Is it a coincidence that welfare benefits are changing while pre-employment health screening is being removed?
I agree with the proposal that occupational health must reposition itself vis-Ã -vis the changes to welfare benefits and legislation such as the Equality Act (Occupational Health, November, 2010).
However, is it a coincidence that benefit claimants are being assessed – allegedly in some cases by less-than-robust processes if the press is to be believed – for fitness to work and being moved from one type of benefit to another to reduce the massive welfare costs, while at the same timewe are mandated to cease pre-employment health screening under the Equality Act? Or is it a conspiracy?
Cynical I may be, but the consequences of this are twofold, in my opinion:
- It is more likely that disabilities will not be adequately accounted for before deployment. We [OH practitioners] had coached employers and managers to be aware of the requirement not to filter out those with disabilities covered by the Disability Discrimination Act (DDA), which had enforced the concept of discrimination from the point of application. Employers were required to seek an OH opinion on adjustments as soon as reasonable during the recruitment process.
In my experience, employers were wholly on board with this critically important matter and had finally arrived at an understanding that disabilities need not be a barrier to effective working. Now we need a new programme of education for employers that says do something different.
Case law established since the inception of the DDA had filtered through and was a useful tool to use in educating managers to be able to demonstrate due diligence to prevent possible claims for potentially unlimited compensation being awarded.
Many of those claimants who are, or are perceived to be, forced into work will last a relatively short period of time before exacerbating their pre-existing health problem. They will then have to go through a claims merry-go-round to re-establish benefits. This will save the Government a few bob but employers will have all the recruitment and employment costs only to lose the new colleague to reduced health. This is helpful to no one in the long term and can be demoralising for all concerned.
Role suitability
I do not believe in mass pre-employment health screening for the sake of it. However, it is a valuable tool in assessing suitability for roles where physical or mental demands – which are not necessarily considered “intrinsic” to the role and so will be outlawed – need to be assessed.
Some employers have suggested that they may introduce more robust screening after appointment when it becomes perfectly legal to scrutinise health and increased monitoring of performance and attendance in order to filter out the reluctant claimants as quickly as possible.
Again, we won’t know the true effects of the new Act until more case law has been established, by which time a new Government may be in place and have a further review of welfare benefits deciding that we can’t afford them at all.
Accounting for quality
On another issue, thank you for Dr Richard Preece’s Devil’s Advocate column (Occupational Health, November, 2010). It made me aware of a further piece of legislation launched on the same day as the Equality Act that had completely (although not surprisingly) escaped my notice.
I discovered that my own business – People Asset Management – was named in this column as an organisation that “may reach the threshold for NHS work” and will be required to prepare Quality Accounts under the “Quality Accounts Regulations 2010” for publication on the NHS Choices website.
I contacted my finance manager to get her on board and ready to publish said Accounts, only to find that it is accounting for quality services rather than the “quality” or otherwise of my business accounts.
I should be, and am of course, duly shamed. Apologies to Occupational Health if you had already published details of this further bureaucratic legislation.
I may well have skim read it and ignored it as not relevant to me as a private organisation.
As for Dr Preece’s view that the Quality Accounts Regulations have an “aim to make sure that people are treated appropriately and organisations held to account for this”, this is the first year in which Quality Accounts have been published under the guidance issued by the Department of Health, in which independent providers to the NHS are expected to comply with the same guidance as NHS Foundation Trusts. So that we can waste as much money as they do? Oops, not another conspiracy?
Jane Fairburn is OH services director at People Asset Management.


Every line of the material below needs to be copied exactly; omit the pictures.

══ Records for the exercise

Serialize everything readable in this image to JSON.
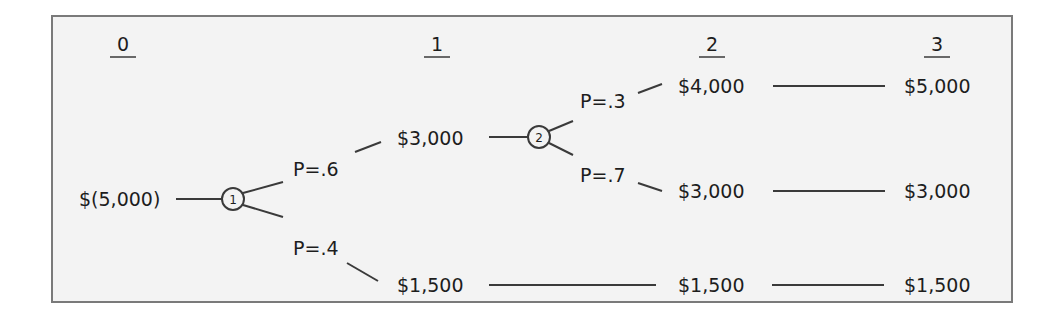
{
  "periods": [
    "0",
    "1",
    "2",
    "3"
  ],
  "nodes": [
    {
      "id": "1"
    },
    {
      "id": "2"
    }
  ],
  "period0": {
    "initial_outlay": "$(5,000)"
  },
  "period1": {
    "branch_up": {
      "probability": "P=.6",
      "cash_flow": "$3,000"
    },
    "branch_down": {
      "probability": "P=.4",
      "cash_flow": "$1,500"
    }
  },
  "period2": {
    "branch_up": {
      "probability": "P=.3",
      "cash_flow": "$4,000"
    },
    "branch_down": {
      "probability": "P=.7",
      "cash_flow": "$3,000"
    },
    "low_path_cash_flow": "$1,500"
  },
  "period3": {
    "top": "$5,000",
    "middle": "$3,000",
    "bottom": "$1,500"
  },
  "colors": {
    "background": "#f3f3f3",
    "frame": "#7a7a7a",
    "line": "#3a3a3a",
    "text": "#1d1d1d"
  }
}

════

# [Exercise result]
Serialize everything readable in this image to JSON.
{
  "periods": [
    "0",
    "1",
    "2",
    "3"
  ],
  "nodes": [
    {
      "id": "1"
    },
    {
      "id": "2"
    }
  ],
  "period0": {
    "initial_outlay": "$(5,000)"
  },
  "period1": {
    "branch_up": {
      "probability": "P=.6",
      "cash_flow": "$3,000"
    },
    "branch_down": {
      "probability": "P=.4",
      "cash_flow": "$1,500"
    }
  },
  "period2": {
    "branch_up": {
      "probability": "P=.3",
      "cash_flow": "$4,000"
    },
    "branch_down": {
      "probability": "P=.7",
      "cash_flow": "$3,000"
    },
    "low_path_cash_flow": "$1,500"
  },
  "period3": {
    "top": "$5,000",
    "middle": "$3,000",
    "bottom": "$1,500"
  },
  "colors": {
    "background": "#f3f3f3",
    "frame": "#7a7a7a",
    "line": "#3a3a3a",
    "text": "#1d1d1d"
  }
}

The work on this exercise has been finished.